Sunday, June 27, 2010
Review - Tetro
Francis Ford Coppola is in his 70's now but Tetro feels like a young man's film. It is a work overflowing with passion and exuberance, as if made by a director exploring the limits of his own abilities and throwing everything he has into the mix, not a filmmaker with four decades in the industry already behind him. Perhaps Coppola, like the protagonist of his 2007 film Youth Without Youth, was struck by lightning and imbued with a fresh, young spirit that has rejuvenated his artistic soul, or maybe it's simply the fact that financing this small-scale project himself has finally given Coppola the freedom to be the filmmaker he always wanted to be.
Tetro is the first film Coppola has directed from one of his own original screenplays since 1974's The Conversation, and many of the themes that have preoccupied the director throughout his career are present. This is another Coppola tale of familial strife, opening with young cruise line worker Bennie (impressive newcomer Alden Ehrenreich) arriving in Buenos Aires in the hope of reconnecting with his brother Angelo (Vincent Gallo). Years ago, Angelo left the family to escape their domineering father (Klaus Maria Brandauer) and he has now cut all ties with his clan, having reinvented himself as the writer Tetro. "Angie is dead," he tells his brother in no uncertain terms, but at the behest of his girlfriend Miranda (Maribel Verdú), Tetro reluctantly lets his younger sibling stick around for a couple of days. This simple setup allows Coppola to tell a melodramatic story that unfolds with operatic grandeur, but what really struck me with Tetro was less the story being told than the style with which the director tells it.
This is a ravishing piece of filmmaking. Shot by the gifted young cinematographer Mihai Malaimare, who also filmed Youth Without Youth, Tetro's visuals constantly manage to delight and surprise. Filming in black-and-white, Coppola and Malaimare make brilliant use of light and shadows and find sumptuous imagery in the stark contrast between them. Coppola's direction is thrillingly imaginative. From the opening close-up of a moth flitting around an incandescent light bulb, his compositions are daring and inventive: a scene of confrontation with Tetro appearing only in silhouette; the sunlight glinting off his sunglasses; a wonderfully lit production of Faust. If these brilliant, Fellini-esque images weren't enough to satisfy cinephiles, Coppola finds a way to pay tribute to Powell and Pressburger with glorious Technicolor inserts referencing The Tales of Hoffman. On every aesthetic level, Tetro is sensational work of art.

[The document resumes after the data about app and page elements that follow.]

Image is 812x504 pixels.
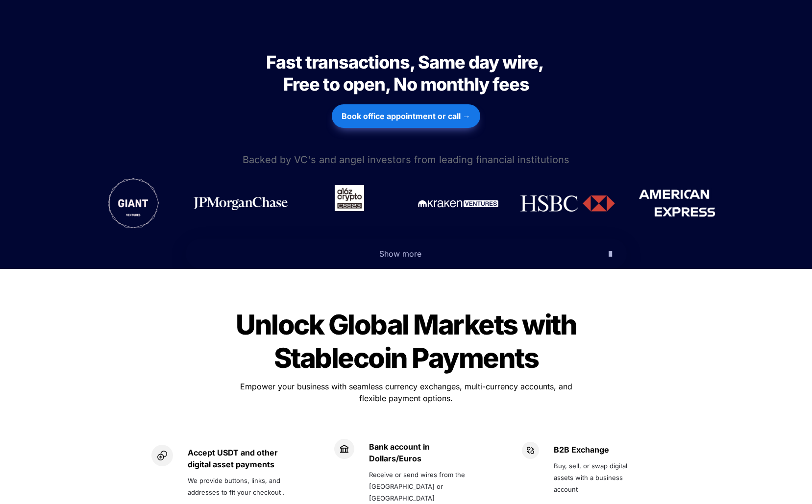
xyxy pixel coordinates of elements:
[332,99,480,133] a: Book office appointment or call →
[188,477,285,496] span: We provide buttons, links, and addresses to fit your checkout .
[235,308,581,375] span: Unlock Global Markets with Stablecoin Payments
[188,448,280,469] strong: Accept USDT and other digital asset payments
[185,238,627,269] button: Show more
[341,111,470,121] strong: Book office appointment or call →
[369,442,432,463] strong: Bank account in Dollars/Euros
[332,105,480,128] button: Book office appointment or call →
[379,249,421,259] span: Show more
[242,154,569,166] span: Backed by VC's and angel investors from leading financial institutions
[240,382,575,403] span: Empower your business with seamless currency exchanges, multi-currency accounts, and flexible pay...
[266,52,546,95] span: Fast transactions, Same day wire, Free to open, No monthly fees
[369,471,467,502] span: Receive or send wires from the [GEOGRAPHIC_DATA] or [GEOGRAPHIC_DATA]
[553,445,609,455] strong: B2B Exchange
[553,462,629,494] span: Buy, sell, or swap digital assets with a business account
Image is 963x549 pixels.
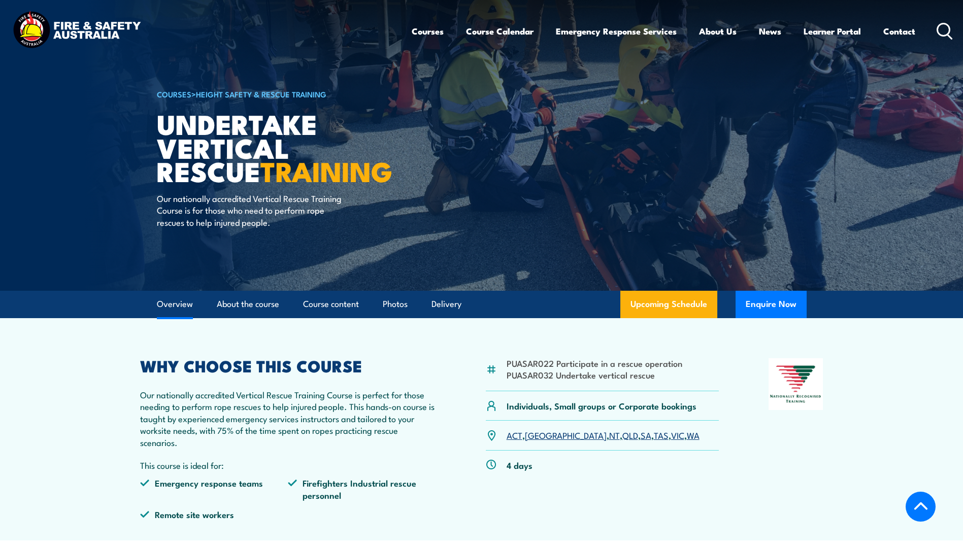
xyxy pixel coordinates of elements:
p: Individuals, Small groups or Corporate bookings [506,400,696,412]
p: , , , , , , , [506,429,699,441]
a: Height Safety & Rescue Training [196,88,326,99]
img: Nationally Recognised Training logo. [768,358,823,410]
a: SA [640,429,651,441]
p: Our nationally accredited Vertical Rescue Training Course is for those who need to perform rope r... [157,192,342,228]
a: Course Calendar [466,18,533,45]
a: Upcoming Schedule [620,291,717,318]
h6: > [157,88,408,100]
li: PUASAR022 Participate in a rescue operation [506,357,682,369]
a: Delivery [431,291,461,318]
a: COURSES [157,88,191,99]
a: Photos [383,291,408,318]
a: Overview [157,291,193,318]
p: Our nationally accredited Vertical Rescue Training Course is perfect for those needing to perform... [140,389,436,448]
a: QLD [622,429,638,441]
a: TAS [654,429,668,441]
a: Courses [412,18,444,45]
a: Emergency Response Services [556,18,677,45]
h2: WHY CHOOSE THIS COURSE [140,358,436,373]
li: Remote site workers [140,509,288,520]
a: ACT [506,429,522,441]
button: Enquire Now [735,291,806,318]
a: Learner Portal [803,18,861,45]
h1: Undertake Vertical Rescue [157,112,408,183]
p: 4 days [506,459,532,471]
a: NT [609,429,620,441]
strong: TRAINING [260,149,392,191]
a: WA [687,429,699,441]
li: Emergency response teams [140,477,288,501]
a: News [759,18,781,45]
li: PUASAR032 Undertake vertical rescue [506,369,682,381]
a: Contact [883,18,915,45]
a: Course content [303,291,359,318]
a: About Us [699,18,736,45]
a: About the course [217,291,279,318]
a: [GEOGRAPHIC_DATA] [525,429,606,441]
a: VIC [671,429,684,441]
p: This course is ideal for: [140,459,436,471]
li: Firefighters Industrial rescue personnel [288,477,436,501]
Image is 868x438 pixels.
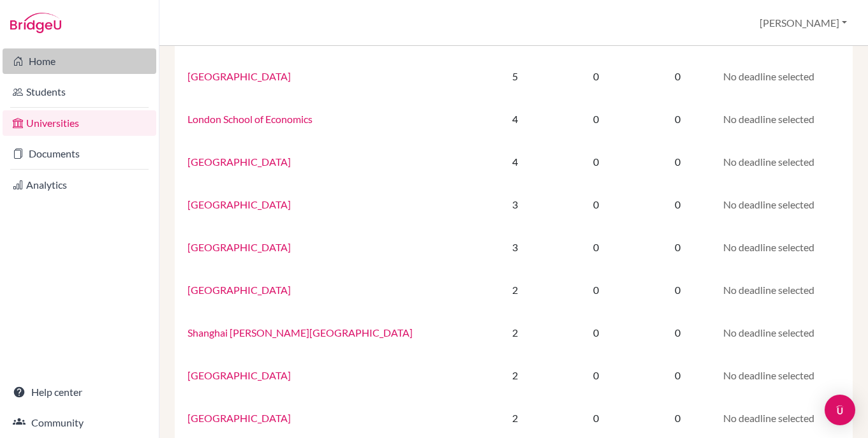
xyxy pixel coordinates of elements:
td: 3 [478,183,551,225]
span: No deadline selected [723,70,814,82]
a: Help center [3,379,156,405]
td: 0 [551,225,639,269]
a: Documents [3,141,156,167]
a: Universities [3,111,156,136]
span: No deadline selected [723,327,814,338]
a: [GEOGRAPHIC_DATA] [187,198,291,210]
td: 0 [640,140,715,183]
td: 2 [478,354,551,396]
td: 0 [551,98,639,140]
a: [GEOGRAPHIC_DATA] [187,241,291,253]
span: No deadline selected [723,412,814,424]
td: 0 [551,269,639,311]
span: No deadline selected [723,198,814,210]
td: 5 [478,54,551,98]
td: 0 [640,269,715,311]
a: Home [3,48,156,74]
td: 0 [640,98,715,140]
td: 0 [551,311,639,354]
a: [GEOGRAPHIC_DATA] [187,156,291,168]
td: 0 [640,183,715,225]
td: 0 [640,311,715,354]
a: [GEOGRAPHIC_DATA] [187,369,291,381]
td: 0 [640,54,715,98]
a: [GEOGRAPHIC_DATA] [187,70,291,82]
td: 4 [478,98,551,140]
img: Bridge-U [10,13,61,33]
a: Community [3,410,156,435]
td: 0 [551,140,639,183]
a: Shanghai [PERSON_NAME][GEOGRAPHIC_DATA] [187,327,412,338]
td: 0 [640,225,715,269]
td: 0 [640,354,715,396]
a: Students [3,79,156,105]
a: [GEOGRAPHIC_DATA] [187,284,291,296]
td: 3 [478,225,551,269]
button: [PERSON_NAME] [753,11,853,35]
td: 2 [478,269,551,311]
td: 0 [551,54,639,98]
span: No deadline selected [723,241,814,253]
a: London School of Economics [187,113,312,125]
td: 4 [478,140,551,183]
a: [GEOGRAPHIC_DATA] [187,412,291,424]
span: No deadline selected [723,369,814,381]
span: No deadline selected [723,156,814,168]
span: No deadline selected [723,284,814,296]
div: Open Intercom Messenger [825,395,855,425]
td: 0 [551,354,639,396]
td: 2 [478,311,551,354]
a: Analytics [3,172,156,197]
span: No deadline selected [723,113,814,125]
td: 0 [551,183,639,225]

It is only when we dig beneath that surface that we may be inclined to question Tetro's credentials. How you react to the film will depend on your tolerance for the kind of operatic, loopy storytelling Coppola indulges here. The narrative's oedipal themes are writ large and with little subtlety, as are the numerous dramatic ironies (matching leg breaks, for example, or the dramatisation of family traumas in a climactic play), but the director's decision to play his film in such a high emotional register pays off, with the picture's passionate thrust helping to sweep us through some clunky storytelling. The acting helps too, although this is to be expected in a Coppola picture. He has always drawn excellent performances from his cast, and here he helps Vincent Gallo channel his natural abrasive intensity into a compelling characterisation, which contrasts nicely with Alden Ehrenreich's effective underplaying. Throughout the film there are fine character turns, with Maribel Verdú giving a strong, empathetic performance as Tetro's patient partner, and actors such as Carmen Maura, Rodrigo De la Serna and Leticia Brédice popping up on the many unexpected tangents Coppola takes us down.
Many viewers will undoubtedly roll their eyes at Tetro's hysterical climax and gripe that the picture is a good deal longer than it needs to be, but I was rapt throughout, intoxicated by Coppola's vivid, haunting imagery and the turbulent drama. 2010 has been good to the leaders of Hollywood's 70's revolution so far, with Roman Polanski and Martin Scorsese having already made their mark on the year's cinema with The Ghost and Shutter Island. However, while those films simply showed us their directors can still do what we always knew they could do, Francis Ford Coppola has shown us another side to himself and presented us with a picture that's unlike anything else. Coppola has reinvented himself as a completely independent artist, working free from the constraints of Hollywood, and if Tetro is anything to go by, we could be entering a fascinating late period for the director. This is one from the heart, and I adored it.